Disaster Risk Report logo Disaster Risk Report.

Home / Guides / Understanding your hazard ratings

What does "Relatively Moderate" mean on my FEMA hazard rating?

"Relatively Moderate" is the middle rung of FEMA's five-tier scale: Very Low, Relatively Low, Relatively Moderate, Relatively High, Very High. It means your location's risk, measured as expected annual loss, sits in the middle of the national range, higher than most low-risk areas and lower than the high-risk ones. The word "relatively" is the key: every rating is a ranking against the rest of the country, not a probability that a disaster will strike. You may also see Not Applicable and No Rating, which are different from a low score and are explained below.

Your report grades the overall risk and each individual hazard on the same scale. Once you know what the tiers mean, the whole grid becomes readable in about a minute. Here is the full decoder.

The five rating tiers

FEMA sorts every location into one of five tiers based on where its score falls relative to all others nationally. The color coding on your report runs green to red across these tiers so the high ones stand out.

FEMA National Risk Index rating tiers. Ratings are relative to the rest of the country, based on expected annual loss.
TierWhat it meansHow to read it
Very LowAmong the lowest-risk locations nationallyLittle expected loss from this hazard here
Relatively LowBelow the national midpointPresent but modest relative to most areas
Relatively ModerateAround the middle of the national rangeWorth noting; not extreme in either direction
Relatively HighAbove the national midpointA hazard to price and plan around
Very HighAmong the highest-risk locations nationallyA leading driver of risk here; check coverage

Because the tiers are relative, "Very High" does not mean a disaster is imminent, and "Very Low" does not mean impossible. It means this location ranks near the top or bottom of the country for expected loss from that hazard. To understand why the index is built on loss rather than raw odds, see what expected annual loss means.

The two special values: Not Applicable and No Rating

Some cells in your grid will not carry a tier at all. These are not the same as a low rating, and mixing them up is the most common misreading:

  • Not Applicable. The hazard does not occur, or is not assessed, at this location. Hurricane risk far inland, or tsunami risk in a landlocked state, will typically show as Not Applicable. It means the hazard is not part of the picture here.
  • No Rating (Insufficient Data). The hazard could occur, but there was not enough data to produce a reliable score. This is an absence of information, not a statement that the risk is low. If a hazard you know matters locally shows No Rating, treat it as "check this yourself," not "nothing to worry about."

The honest takeaway: a blank is not a green light. It is either "does not apply" or "we cannot say," and only the per-hazard tiers are actual risk statements.

How to read your per-hazard grid

Your report leads with the overall rating and its national percentile, then shows the individual hazards, with the highest-rated ones pulled to the top. A practical way to read it:

  • Start with the elevated hazards. Anything Relatively High or Very High is where your attention and money should go, that is what to insure and mitigate.
  • Do not stop at the overall rating. A location can rate Relatively Moderate overall while carrying a Very High rating on one specific hazard. The headline can average away the thing that matters most.
  • Note the flood and earthquake tiers specifically. Those two are excluded from standard homeowners insurance, so a high rating there points to a separate policy you may need. See disaster risk and home insurance.
  • Use the percentile for comparison. When weighing two addresses, the national percentile is the cleanest apples-to-apples number.

One sentence to remember: the tiers rank your location against the whole country for expected loss, the elevated ones tell you where to act, and a blank (Not Applicable or No Rating) is never the same as Very Low. Read the parts, not just the headline.

For how these ratings are calculated in the first place, see the methodology. To act on what you find, the relocation checklist turns the grid into next steps.

See my home's risk · $19

Ratings reflect FEMA's National Risk Index, an expected-annual-loss index at the census-tract level, not an official determination for your individual lot. Reviewed 1 July 2026.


**Exercise details:**
Quote the listing below in its entirety, omitting every image.

**Data extracts:**
━━━━━━━━━━
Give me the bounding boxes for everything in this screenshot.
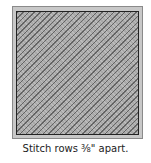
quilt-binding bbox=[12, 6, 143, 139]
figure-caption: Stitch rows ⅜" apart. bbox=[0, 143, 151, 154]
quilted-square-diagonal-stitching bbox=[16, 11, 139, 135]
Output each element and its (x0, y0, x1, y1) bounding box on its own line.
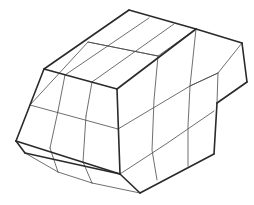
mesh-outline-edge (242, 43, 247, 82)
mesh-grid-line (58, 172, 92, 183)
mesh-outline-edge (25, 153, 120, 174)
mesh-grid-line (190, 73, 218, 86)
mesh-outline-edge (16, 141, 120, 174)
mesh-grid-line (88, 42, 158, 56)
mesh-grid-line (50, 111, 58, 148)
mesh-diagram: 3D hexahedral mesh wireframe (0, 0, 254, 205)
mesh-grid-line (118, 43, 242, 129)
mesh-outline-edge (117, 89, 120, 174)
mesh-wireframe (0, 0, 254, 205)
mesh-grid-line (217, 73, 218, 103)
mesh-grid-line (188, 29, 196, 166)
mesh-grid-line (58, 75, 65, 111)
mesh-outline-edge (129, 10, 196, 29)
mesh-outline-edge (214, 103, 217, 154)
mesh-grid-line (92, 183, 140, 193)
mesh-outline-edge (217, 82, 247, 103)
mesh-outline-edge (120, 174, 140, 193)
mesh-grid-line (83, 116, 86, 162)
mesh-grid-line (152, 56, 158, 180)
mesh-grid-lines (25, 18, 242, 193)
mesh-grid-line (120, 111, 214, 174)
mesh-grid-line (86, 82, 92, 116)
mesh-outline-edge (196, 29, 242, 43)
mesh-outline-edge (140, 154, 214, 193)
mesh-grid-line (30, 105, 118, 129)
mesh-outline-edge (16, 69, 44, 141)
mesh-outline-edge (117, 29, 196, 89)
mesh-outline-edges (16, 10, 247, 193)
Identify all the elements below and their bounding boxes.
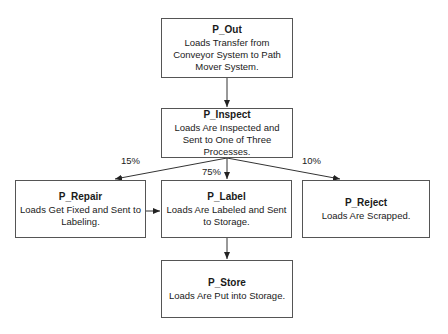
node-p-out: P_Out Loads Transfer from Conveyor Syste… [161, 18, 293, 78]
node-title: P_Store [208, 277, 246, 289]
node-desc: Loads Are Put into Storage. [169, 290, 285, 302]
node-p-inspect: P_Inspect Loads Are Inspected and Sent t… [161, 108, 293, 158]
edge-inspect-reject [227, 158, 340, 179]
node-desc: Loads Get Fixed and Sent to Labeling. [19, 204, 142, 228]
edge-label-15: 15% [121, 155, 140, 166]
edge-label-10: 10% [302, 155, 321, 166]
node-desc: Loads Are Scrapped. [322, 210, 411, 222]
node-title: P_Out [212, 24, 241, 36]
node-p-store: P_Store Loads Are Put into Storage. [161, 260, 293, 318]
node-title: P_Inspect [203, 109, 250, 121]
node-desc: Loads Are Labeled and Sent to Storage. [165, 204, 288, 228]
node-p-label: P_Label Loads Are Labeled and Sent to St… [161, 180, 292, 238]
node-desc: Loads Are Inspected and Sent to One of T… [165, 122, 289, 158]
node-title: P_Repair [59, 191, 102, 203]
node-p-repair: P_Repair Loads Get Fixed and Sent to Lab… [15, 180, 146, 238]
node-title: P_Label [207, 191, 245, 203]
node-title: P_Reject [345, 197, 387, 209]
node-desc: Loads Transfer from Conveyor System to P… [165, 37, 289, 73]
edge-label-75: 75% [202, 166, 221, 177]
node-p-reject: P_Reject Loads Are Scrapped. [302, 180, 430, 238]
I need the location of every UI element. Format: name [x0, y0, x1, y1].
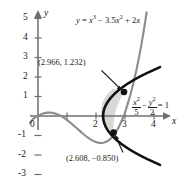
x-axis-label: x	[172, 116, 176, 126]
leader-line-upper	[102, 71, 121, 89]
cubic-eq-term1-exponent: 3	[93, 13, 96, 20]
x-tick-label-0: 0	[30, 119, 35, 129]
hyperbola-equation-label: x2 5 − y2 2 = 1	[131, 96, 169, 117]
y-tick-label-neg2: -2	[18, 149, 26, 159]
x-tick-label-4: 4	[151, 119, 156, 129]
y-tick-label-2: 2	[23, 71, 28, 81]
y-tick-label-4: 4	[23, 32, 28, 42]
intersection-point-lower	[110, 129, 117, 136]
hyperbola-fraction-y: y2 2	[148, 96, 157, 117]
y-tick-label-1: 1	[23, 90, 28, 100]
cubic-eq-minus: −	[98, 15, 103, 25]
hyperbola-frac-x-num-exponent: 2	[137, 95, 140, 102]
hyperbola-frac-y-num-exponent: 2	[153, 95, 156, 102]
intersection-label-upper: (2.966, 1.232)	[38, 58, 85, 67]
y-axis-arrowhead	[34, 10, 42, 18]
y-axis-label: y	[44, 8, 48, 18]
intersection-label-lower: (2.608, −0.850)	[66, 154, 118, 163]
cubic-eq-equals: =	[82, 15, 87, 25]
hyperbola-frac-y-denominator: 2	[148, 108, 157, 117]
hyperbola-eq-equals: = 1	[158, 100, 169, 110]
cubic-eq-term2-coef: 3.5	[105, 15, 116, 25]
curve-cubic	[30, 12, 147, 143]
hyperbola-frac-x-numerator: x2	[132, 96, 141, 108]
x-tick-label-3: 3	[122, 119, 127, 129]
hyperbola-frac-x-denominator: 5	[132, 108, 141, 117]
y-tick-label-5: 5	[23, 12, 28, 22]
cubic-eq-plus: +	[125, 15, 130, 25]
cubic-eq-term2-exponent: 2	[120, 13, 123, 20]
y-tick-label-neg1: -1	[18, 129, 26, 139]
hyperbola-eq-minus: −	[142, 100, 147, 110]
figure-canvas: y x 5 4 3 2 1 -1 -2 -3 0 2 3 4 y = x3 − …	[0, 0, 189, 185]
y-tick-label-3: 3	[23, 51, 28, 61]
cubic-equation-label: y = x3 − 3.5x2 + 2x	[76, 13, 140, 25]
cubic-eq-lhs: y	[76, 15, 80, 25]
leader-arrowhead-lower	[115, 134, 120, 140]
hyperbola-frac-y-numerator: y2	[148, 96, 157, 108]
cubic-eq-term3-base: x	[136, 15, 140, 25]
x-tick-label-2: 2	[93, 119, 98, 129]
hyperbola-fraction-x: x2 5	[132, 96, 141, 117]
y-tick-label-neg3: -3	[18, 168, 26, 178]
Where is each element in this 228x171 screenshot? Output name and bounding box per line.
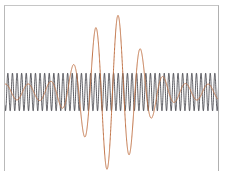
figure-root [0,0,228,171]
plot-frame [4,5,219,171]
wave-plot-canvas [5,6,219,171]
━━━━━━━━━━
**Exercise answer:**
Give me the bounding boxes for everything in this screenshot.
quilt-binding bbox=[12, 6, 143, 139]
figure-caption: Stitch rows ⅜" apart. bbox=[0, 143, 151, 154]
quilted-square-diagonal-stitching bbox=[16, 11, 139, 135]
Output each element and its (x0, y0, x1, y1) bounding box on its own line.
mesh-outline-edge (242, 43, 247, 82)
mesh-grid-line (58, 172, 92, 183)
mesh-outline-edge (25, 153, 120, 174)
mesh-grid-line (190, 73, 218, 86)
mesh-outline-edge (16, 141, 120, 174)
mesh-grid-line (88, 42, 158, 56)
mesh-grid-line (50, 111, 58, 148)
mesh-diagram: 3D hexahedral mesh wireframe (0, 0, 254, 205)
mesh-grid-line (118, 43, 242, 129)
mesh-outline-edge (117, 89, 120, 174)
mesh-wireframe (0, 0, 254, 205)
mesh-grid-line (217, 73, 218, 103)
mesh-grid-line (188, 29, 196, 166)
mesh-grid-line (58, 75, 65, 111)
mesh-outline-edge (129, 10, 196, 29)
mesh-outline-edge (214, 103, 217, 154)
mesh-grid-line (92, 183, 140, 193)
mesh-outline-edge (217, 82, 247, 103)
mesh-outline-edge (120, 174, 140, 193)
mesh-grid-line (83, 116, 86, 162)
mesh-grid-line (152, 56, 158, 180)
mesh-grid-lines (25, 18, 242, 193)
mesh-grid-line (120, 111, 214, 174)
mesh-grid-line (86, 82, 92, 116)
mesh-outline-edge (196, 29, 242, 43)
mesh-outline-edge (140, 154, 214, 193)
mesh-grid-line (30, 105, 118, 129)
mesh-outline-edge (16, 69, 44, 141)
mesh-outline-edge (117, 29, 196, 89)
mesh-outline-edges (16, 10, 247, 193)
Identify all the elements below and their bounding boxes.
node-p-out: P_Out Loads Transfer from Conveyor Syste… [161, 18, 293, 78]
node-title: P_Store [208, 277, 246, 289]
node-desc: Loads Are Put into Storage. [169, 290, 285, 302]
node-p-inspect: P_Inspect Loads Are Inspected and Sent t… [161, 108, 293, 158]
edge-inspect-reject [227, 158, 340, 179]
node-desc: Loads Get Fixed and Sent to Labeling. [19, 204, 142, 228]
edge-label-15: 15% [121, 155, 140, 166]
edge-label-10: 10% [302, 155, 321, 166]
node-desc: Loads Are Scrapped. [322, 210, 411, 222]
node-title: P_Out [212, 24, 241, 36]
node-p-store: P_Store Loads Are Put into Storage. [161, 260, 293, 318]
node-title: P_Inspect [203, 109, 250, 121]
node-desc: Loads Are Labeled and Sent to Storage. [165, 204, 288, 228]
node-p-label: P_Label Loads Are Labeled and Sent to St… [161, 180, 292, 238]
node-desc: Loads Are Inspected and Sent to One of T… [165, 122, 289, 158]
node-title: P_Repair [59, 191, 102, 203]
node-p-repair: P_Repair Loads Get Fixed and Sent to Lab… [15, 180, 146, 238]
node-title: P_Label [207, 191, 245, 203]
node-title: P_Reject [345, 197, 387, 209]
node-desc: Loads Transfer from Conveyor System to P… [165, 37, 289, 73]
edge-label-75: 75% [202, 166, 221, 177]
node-p-reject: P_Reject Loads Are Scrapped. [302, 180, 430, 238]
I need the location of every UI element. Format: name [x0, y0, x1, y1].
x-axis-label: x	[172, 116, 176, 126]
leader-line-upper	[102, 71, 121, 89]
cubic-eq-term1-exponent: 3	[93, 13, 96, 20]
x-tick-label-0: 0	[30, 119, 35, 129]
hyperbola-equation-label: x2 5 − y2 2 = 1	[131, 96, 169, 117]
y-tick-label-neg2: -2	[18, 149, 26, 159]
x-tick-label-4: 4	[151, 119, 156, 129]
y-tick-label-2: 2	[23, 71, 28, 81]
y-tick-label-4: 4	[23, 32, 28, 42]
intersection-point-lower	[110, 129, 117, 136]
hyperbola-fraction-y: y2 2	[148, 96, 157, 117]
y-tick-label-1: 1	[23, 90, 28, 100]
cubic-eq-minus: −	[98, 15, 103, 25]
hyperbola-frac-x-num-exponent: 2	[137, 95, 140, 102]
hyperbola-frac-y-num-exponent: 2	[153, 95, 156, 102]
intersection-label-upper: (2.966, 1.232)	[38, 58, 85, 67]
y-axis-arrowhead	[34, 10, 42, 18]
y-axis-label: y	[44, 8, 48, 18]
intersection-label-lower: (2.608, −0.850)	[66, 154, 118, 163]
cubic-eq-equals: =	[82, 15, 87, 25]
hyperbola-frac-y-denominator: 2	[148, 108, 157, 117]
hyperbola-eq-equals: = 1	[158, 100, 169, 110]
cubic-eq-term2-coef: 3.5	[105, 15, 116, 25]
curve-cubic	[30, 12, 147, 143]
hyperbola-frac-x-numerator: x2	[132, 96, 141, 108]
x-tick-label-3: 3	[122, 119, 127, 129]
hyperbola-frac-x-denominator: 5	[132, 108, 141, 117]
y-tick-label-5: 5	[23, 12, 28, 22]
cubic-eq-plus: +	[125, 15, 130, 25]
cubic-eq-term2-exponent: 2	[120, 13, 123, 20]
y-tick-label-neg1: -1	[18, 129, 26, 139]
hyperbola-eq-minus: −	[142, 100, 147, 110]
figure-canvas: y x 5 4 3 2 1 -1 -2 -3 0 2 3 4 y = x3 − …	[0, 0, 189, 185]
y-tick-label-3: 3	[23, 51, 28, 61]
cubic-equation-label: y = x3 − 3.5x2 + 2x	[76, 13, 140, 25]
cubic-eq-lhs: y	[76, 15, 80, 25]
leader-arrowhead-lower	[115, 134, 120, 140]
hyperbola-frac-y-numerator: y2	[148, 96, 157, 108]
cubic-eq-term3-base: x	[136, 15, 140, 25]
x-tick-label-2: 2	[93, 119, 98, 129]
hyperbola-fraction-x: x2 5	[132, 96, 141, 117]
y-tick-label-neg3: -3	[18, 168, 26, 178]
Where is each element in this 228x171 screenshot? Output name and bounding box per line.
figure-root [0,0,228,171]
plot-frame [4,5,219,171]
wave-plot-canvas [5,6,219,171]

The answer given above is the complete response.